‘Pokémon’ To Hit Chinese Cinema Screens For The First Time In 20 Years

China rolls out the welcome mat for the iconic Japanese franchise as the two countries celebrate the 45th anniversary of the normalization of diplomatic ties.

Pokémon, the iconic Japanese animation franchise with a global following, looks set to hit Chinese cinema screens for the first time in 20 years as relations between China and Japan continue to thaw.

A new Chinese trailer for last year’s Pokémon the Movie: Volcanion and the Mechanical Marvel was released on Thursday as film industry insiders and local media speculate it would be hitting screens in China this year.
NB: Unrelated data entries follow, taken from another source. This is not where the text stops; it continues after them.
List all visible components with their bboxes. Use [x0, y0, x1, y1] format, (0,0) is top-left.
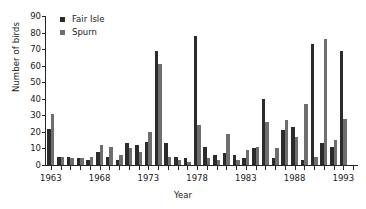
y-tick-mark [42, 148, 46, 149]
legend-item-spurn: Spurn [60, 27, 104, 38]
legend-label-fair-isle: Fair Isle [72, 14, 104, 25]
x-tick-label: 1963 [40, 173, 62, 183]
bar [90, 157, 94, 165]
y-tick-mark [42, 99, 46, 100]
bar [343, 119, 347, 165]
x-tick-mark [334, 166, 335, 170]
bar [168, 157, 172, 165]
bar [295, 137, 299, 165]
x-tick-mark [226, 166, 227, 170]
x-tick-mark [187, 166, 188, 170]
x-tick-mark [256, 166, 257, 170]
y-tick-mark [42, 16, 46, 17]
x-tick-mark [168, 166, 169, 170]
bar [100, 145, 104, 165]
x-tick-mark [353, 166, 354, 170]
bar [226, 134, 230, 165]
bar [187, 162, 191, 165]
bar [70, 158, 74, 165]
bar [314, 157, 318, 165]
bar [51, 114, 55, 165]
bar [119, 155, 123, 165]
x-tick-mark [207, 166, 208, 170]
x-tick-mark [285, 166, 286, 170]
x-tick-mark [61, 166, 62, 170]
x-tick-mark [217, 166, 218, 170]
x-tick-mark [295, 166, 296, 170]
x-tick-label: 1993 [333, 173, 355, 183]
legend-label-spurn: Spurn [72, 27, 97, 38]
x-tick-mark [304, 166, 305, 170]
x-tick-mark [178, 166, 179, 170]
x-tick-mark [343, 166, 344, 170]
y-tick-mark [42, 49, 46, 50]
x-tick-mark [158, 166, 159, 170]
bar [61, 157, 65, 165]
bar [285, 120, 289, 165]
x-axis-label: Year [0, 190, 366, 200]
x-tick-mark [109, 166, 110, 170]
legend-swatch-fair-isle [60, 17, 65, 22]
x-tick-label: 1978 [186, 173, 208, 183]
x-tick-mark [70, 166, 71, 170]
x-tick-mark [275, 166, 276, 170]
x-tick-mark [246, 166, 247, 170]
bar [80, 158, 84, 165]
x-tick-mark [51, 166, 52, 170]
bar [275, 148, 279, 165]
bar-chart: Number of birds Year 0102030405060708090… [0, 0, 366, 209]
y-tick-mark [42, 66, 46, 67]
bar [236, 160, 240, 165]
bar [324, 39, 328, 165]
bar [311, 44, 315, 165]
bar [129, 148, 133, 165]
y-tick-mark [42, 115, 46, 116]
x-tick-mark [119, 166, 120, 170]
x-tick-mark [80, 166, 81, 170]
bar [178, 160, 182, 165]
bar [217, 160, 221, 165]
x-tick-mark [129, 166, 130, 170]
legend-item-fair-isle: Fair Isle [60, 14, 104, 25]
x-tick-mark [314, 166, 315, 170]
bar [265, 122, 269, 165]
y-tick-mark [42, 33, 46, 34]
x-tick-label: 1968 [89, 173, 111, 183]
chart-legend: Fair Isle Spurn [60, 14, 104, 40]
bar [334, 140, 338, 165]
bar [109, 147, 113, 165]
x-tick-label: 1983 [235, 173, 257, 183]
bar [304, 104, 308, 165]
x-tick-mark [90, 166, 91, 170]
bar [158, 64, 162, 165]
x-tick-mark [148, 166, 149, 170]
x-tick-mark [324, 166, 325, 170]
x-tick-mark [265, 166, 266, 170]
legend-swatch-spurn [60, 30, 65, 35]
x-tick-mark [197, 166, 198, 170]
bar [148, 132, 152, 165]
bar [246, 150, 250, 165]
bar [207, 158, 211, 165]
x-tick-label: 1988 [284, 173, 306, 183]
bar [256, 147, 260, 165]
x-tick-mark [100, 166, 101, 170]
x-tick-mark [236, 166, 237, 170]
y-tick-mark [42, 82, 46, 83]
x-axis-line [45, 165, 358, 166]
bar [139, 152, 143, 165]
x-tick-label: 1973 [138, 173, 160, 183]
bar [197, 125, 201, 165]
y-tick-mark [42, 132, 46, 133]
y-axis-label: Number of birds [11, 0, 21, 117]
y-tick-mark [42, 165, 46, 166]
x-tick-mark [139, 166, 140, 170]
The news comes as China’s top foreign affairs leader, Yang Jiechi, visits Japan for three days this week to mark the 45th anniversary of the normalization of diplomatic ties between the two countries.

Japanese animation has enjoyed a recent roll of success in the Chinese market as Beijing continues to spurn South Korean films, television, and popular music from entering the world’s second largest entertainment market.
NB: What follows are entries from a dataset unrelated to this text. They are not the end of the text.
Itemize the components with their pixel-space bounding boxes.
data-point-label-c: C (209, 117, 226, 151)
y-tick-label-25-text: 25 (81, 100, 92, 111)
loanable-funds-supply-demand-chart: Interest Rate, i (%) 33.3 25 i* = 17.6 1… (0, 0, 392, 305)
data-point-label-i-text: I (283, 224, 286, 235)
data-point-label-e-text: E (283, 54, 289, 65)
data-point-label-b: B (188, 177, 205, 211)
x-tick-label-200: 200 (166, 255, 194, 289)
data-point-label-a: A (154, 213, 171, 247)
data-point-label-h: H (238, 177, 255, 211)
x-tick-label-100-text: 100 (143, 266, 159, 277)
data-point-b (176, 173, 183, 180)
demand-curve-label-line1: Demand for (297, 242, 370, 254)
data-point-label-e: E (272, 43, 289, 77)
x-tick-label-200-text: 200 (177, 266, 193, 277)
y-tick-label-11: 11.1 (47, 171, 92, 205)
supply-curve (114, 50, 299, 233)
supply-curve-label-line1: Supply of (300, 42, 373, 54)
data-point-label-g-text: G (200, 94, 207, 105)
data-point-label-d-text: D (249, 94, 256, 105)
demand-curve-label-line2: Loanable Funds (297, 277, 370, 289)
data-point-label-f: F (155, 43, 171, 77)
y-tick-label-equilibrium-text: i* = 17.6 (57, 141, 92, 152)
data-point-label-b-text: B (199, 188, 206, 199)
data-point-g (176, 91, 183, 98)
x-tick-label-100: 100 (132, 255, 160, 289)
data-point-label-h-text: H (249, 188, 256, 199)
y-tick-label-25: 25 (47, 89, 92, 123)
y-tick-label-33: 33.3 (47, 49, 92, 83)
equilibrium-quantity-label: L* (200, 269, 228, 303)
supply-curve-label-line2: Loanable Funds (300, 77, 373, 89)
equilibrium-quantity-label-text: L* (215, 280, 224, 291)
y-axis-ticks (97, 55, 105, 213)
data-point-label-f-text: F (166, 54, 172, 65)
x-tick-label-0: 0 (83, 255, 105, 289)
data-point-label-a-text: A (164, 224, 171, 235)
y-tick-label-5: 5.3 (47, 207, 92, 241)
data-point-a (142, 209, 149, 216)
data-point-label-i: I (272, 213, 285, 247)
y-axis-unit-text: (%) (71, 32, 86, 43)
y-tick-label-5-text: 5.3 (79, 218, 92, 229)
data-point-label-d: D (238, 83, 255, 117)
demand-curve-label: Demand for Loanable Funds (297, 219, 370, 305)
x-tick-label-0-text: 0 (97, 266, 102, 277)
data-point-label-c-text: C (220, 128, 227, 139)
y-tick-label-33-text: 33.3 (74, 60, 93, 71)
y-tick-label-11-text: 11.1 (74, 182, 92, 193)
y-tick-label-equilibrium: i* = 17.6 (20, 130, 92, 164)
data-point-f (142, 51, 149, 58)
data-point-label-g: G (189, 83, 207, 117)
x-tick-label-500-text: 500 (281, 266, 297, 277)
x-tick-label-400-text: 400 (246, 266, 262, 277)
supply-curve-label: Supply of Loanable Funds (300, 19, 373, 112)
Created by Satoshi Tajiri in 1995, Pokémon (short for “pocket monster”) is a series of movies, comic books, TV shows, trading cards, and video games that follows a group of amateur monster trainers who hunt and train new Pokémon creatures.

The first film, Pokémon: The First Movie: Mewtwo Strikes Back, which is also known as Pokémon: The First Movie, was released in 1998, two years after the release of the Game Boy game.
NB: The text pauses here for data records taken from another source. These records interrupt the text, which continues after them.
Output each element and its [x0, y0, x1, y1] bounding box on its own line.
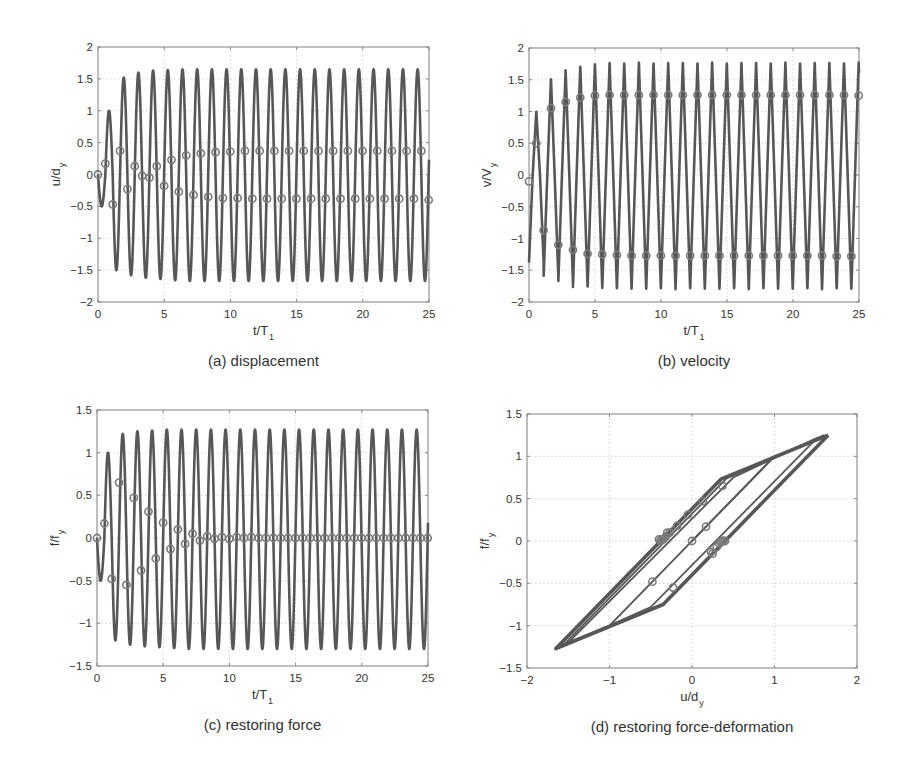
x-tick-label: −1 [603, 674, 616, 686]
x-tick-label: 0 [689, 674, 695, 686]
y-tick-label: 0 [516, 535, 522, 547]
plot-canvas-force-deformation: −2−1012−1.5−1−0.500.511.5u/dyf/fy [0, 0, 901, 783]
caption-force-deformation: (d) restoring force-deformation [591, 718, 794, 735]
y-tick-label: 1 [516, 450, 522, 462]
x-tick-label: −2 [520, 674, 533, 686]
y-tick-label: 0.5 [506, 493, 522, 505]
transient-loop [568, 438, 817, 643]
y-tick-label: −1 [509, 620, 522, 632]
x-tick-label: 1 [771, 674, 777, 686]
y-tick-label: −0.5 [499, 577, 522, 589]
x-tick-label: 2 [854, 674, 860, 686]
x-axis-label: u/dy [680, 689, 704, 708]
y-axis-label: f/fy [477, 532, 496, 549]
markers [649, 482, 729, 591]
y-tick-label: −1.5 [499, 662, 522, 674]
y-tick-label: 1.5 [506, 408, 522, 420]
Pokémon the Movie: Volcanion and the Mechanical Marvel is the 19th film in the franchise and was released in Japan in July 2016. The 20th film in the franchise, Pokémon the Movie: I Choose You! is set to hit screens in Japan this year.

Despite none of the films previously being shown in China, Pokémon still boasts a huge fanbase. After Chinese censors blocked Pokémon Go, the augmented-reality, location-based mobile game that became a global phenomenon in 2016, Chinese fans scrambled to find ways to circumvent the ruling.

The success of the game prompted Legendary Entertainment, which since January 2016 is a division of China’s Dalian Wanda Group, to strike a deal with The Pokemon Co. to launch the first Pokémon live-action film franchise based on Detective Pikachu, a new character in the Pokemon universe.

The news of Pokémon‘s imminent arrival on Chinese cinema screens comes on the heels of Doraemon the Movie 2017: Nobita’s Great Adventure in the Antarctic Kachi Kochi being cleared for a cinematic release in China too.

Late last year anime blockbuster Your Name, earned RMB 577 million ($83.6 million) to become the biggest Japanese success in China box office history.